Monday, October 29, 2012

Spotlight on Melinda Palacio and her new poetry collection “How Fire is a Story, Waiting” published by Tía Chucha Press


Melinda Palacio is an award-winning poet and author from South-Central Los Angeles.  She studied Comparative Literature at UC Berkeley and earned a graduate degree in the same field at UC Santa Cruz.  Palacio is a 2007 PEN USA Emerging Voices Rosenthal Fellow and participated in the Squaw Valley Community of Writers.  In 2009, she won Kulupi Press’s Sense of Place 2009 competition for her poetry chapbook, Folsom Lockdown.  Her poetry and fiction have been widely published and anthologized, including Latinos in Lotusland: An Anthology of Contemporary Southern California Literature (Bilingual Press), Southern Poetry Anthology IV: Louisiana (Texas Review Press), and the literary journal PALABRA, to name a few.

This year saw the publication of her first novel, Ocotillo Dreams (Bilingual Press), which has received critical acclaim and is the winner of several awards including the PEN Oakland Josephine Miles Award (which will be awarded this December in a ceremony), and the Mariposa Award for Best First Book.

Melinda Palacio

And this week will see the official release of Palacio’s first full-length poetry collection, How Fire is a Story, Waiting, published by Luis J. Rodriguez’s Tía Chucha Press.  

From the publisher: “Melinda Palacio’s newest poetry collection creates images that are at once heartbreaking and humorous.  She tackles elemental subjects of family and childhood with the same depth and grace as that of myth making and death.  As the only child of a mother who died too young, she infuses her words with longing and life, and celebrates the women who came before her.  Each poem offers up the truth in a fearless and unsentimental voice.  Palacio’s lyrical language punches an unexpected pause to subjects such as domestic violence and her childhood in South Central Los Angeles.  How Fire Is A Story, Waiting is divided into four sections: Fire, Air, Water, and Earth.  In each section Palacio tempers heartbreak, violence, and disappointment with the antidote of humor, beauty, and an appreciation for life.”

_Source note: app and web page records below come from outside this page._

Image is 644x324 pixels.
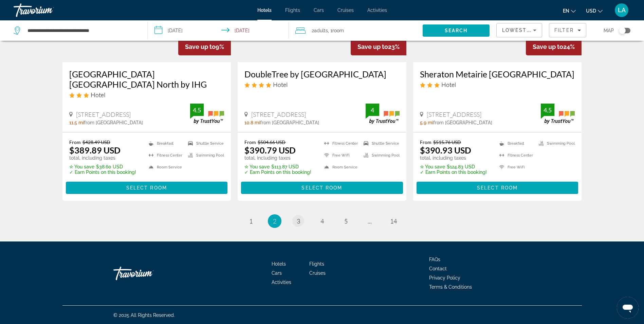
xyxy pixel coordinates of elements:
[357,43,388,50] span: Save up to
[272,261,286,267] a: Hotels
[445,28,468,33] span: Search
[390,218,397,225] span: 14
[429,284,472,290] span: Terms & Conditions
[351,38,406,55] div: 23%
[69,164,136,169] p: $38.60 USD
[249,218,252,225] span: 1
[360,151,400,160] li: Swimming Pool
[310,261,324,267] a: Flights
[321,163,360,172] li: Room Service
[420,164,487,169] p: $124.83 USD
[420,120,433,125] span: 5.9 mi
[314,8,324,13] a: Cars
[14,1,81,19] a: Travorium
[563,8,570,14] span: en
[502,28,546,33] span: Lowest Price
[260,120,319,125] span: from [GEOGRAPHIC_DATA]
[429,257,441,263] a: FAQs
[241,183,403,191] a: Select Room
[427,111,482,118] span: [STREET_ADDRESS]
[312,26,328,35] span: 2
[91,91,106,99] span: Hotel
[63,214,582,228] nav: Pagination
[245,155,311,161] p: total, including taxes
[526,38,581,55] div: 24%
[245,120,260,125] span: 10.8 mi
[420,69,575,79] a: Sheraton Metairie [GEOGRAPHIC_DATA]
[613,3,630,17] button: User Menu
[251,111,306,118] span: [STREET_ADDRESS]
[420,164,445,169] span: ✮ You save
[245,145,296,155] ins: $390.79 USD
[563,6,576,15] button: Change language
[185,151,224,160] li: Swimming Pool
[27,25,137,35] input: Search hotel destination
[83,139,110,145] del: $428.49 USD
[69,91,225,99] div: 3 star Hotel
[190,106,203,114] div: 4.5
[245,81,400,89] div: 4 star Hotel
[366,104,400,124] img: TrustYou guest rating badge
[321,218,324,225] span: 4
[301,185,342,191] span: Select Room
[69,145,120,155] ins: $389.89 USD
[241,182,403,194] button: Select Room
[190,104,224,124] img: TrustYou guest rating badge
[417,182,579,194] button: Select Room
[368,218,372,225] span: ...
[113,313,175,318] span: © 2025 All Rights Reserved.
[272,270,282,276] a: Cars
[442,81,456,89] span: Hotel
[617,297,639,319] iframe: Button to launch messaging window
[69,69,225,89] h3: [GEOGRAPHIC_DATA] [GEOGRAPHIC_DATA] North by IHG
[69,169,136,175] p: ✓ Earn Points on this booking!
[586,8,596,14] span: USD
[314,28,328,33] span: Adults
[496,139,535,148] li: Breakfast
[69,164,94,169] span: ✮ You save
[535,139,575,148] li: Swimming Pool
[147,21,288,41] button: Select check in and out date
[337,8,354,13] a: Cruises
[433,139,461,145] del: $515.76 USD
[420,155,487,161] p: total, including taxes
[541,106,554,114] div: 4.5
[257,8,272,13] a: Hotels
[76,111,131,118] span: [STREET_ADDRESS]
[66,183,228,191] a: Select Room
[496,151,535,160] li: Fitness Center
[245,164,270,169] span: ✮ You save
[178,38,231,55] div: 9%
[360,139,400,148] li: Shuttle Service
[367,8,387,13] a: Activities
[554,28,574,33] span: Filter
[586,6,603,15] button: Change currency
[429,275,461,281] a: Privacy Policy
[604,26,614,35] span: Map
[533,43,563,50] span: Save up to
[69,120,84,125] span: 11.5 mi
[285,8,300,13] a: Flights
[310,270,326,276] a: Cruises
[272,280,291,285] span: Activities
[321,151,360,160] li: Free WiFi
[245,139,256,145] span: From
[429,266,447,271] a: Contact
[258,139,285,145] del: $504.66 USD
[333,28,344,33] span: Room
[245,69,400,79] a: DoubleTree by [GEOGRAPHIC_DATA]
[126,185,167,191] span: Select Room
[321,139,360,148] li: Fitness Center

Praise for How Fire is a Story, Waiting:

“Palacio’s work is expansive, physical, funeral-wet, elevated, funny, existential, woman-story, jazzy and Pachukona.  She is unafraid to dive head-on into questions of death, loss and self. Into the fiery entwined spikes of father-daughter estrangements, mother-daughter intimacies and most of all, she is ‘insomniac’ bold in this volume as an ongoing sequence on self.  Melinda's collection has Bop and ‘swagger,’ lingo, song, denuncia, compassion and wild, unexpected turns—all the key ingredients and hard-won practices of a poet (and shaman) in command of her powers.  I don't think there is anything like this book.  ¡Brillantissima!” —Juan Felipe Herrera

“’Continue to fix broken things,’ Melinda Palacio writes in ‘Ramona Street,’ and the poems in How Fire Is a Story, Waiting are consumed with naming the problems of the world and trying—however provisionally—to set them right.  Palacio's verse, dense with imagery, is by turns sorrowful and sardonic, and always the voice is her own.  There's a little universe in this book: enter and learn.” —David Starkey, Santa Barbara Poet Laureate Emeritus

To find out how you can plan a literary event with Melinda Palacio, please visit her events page.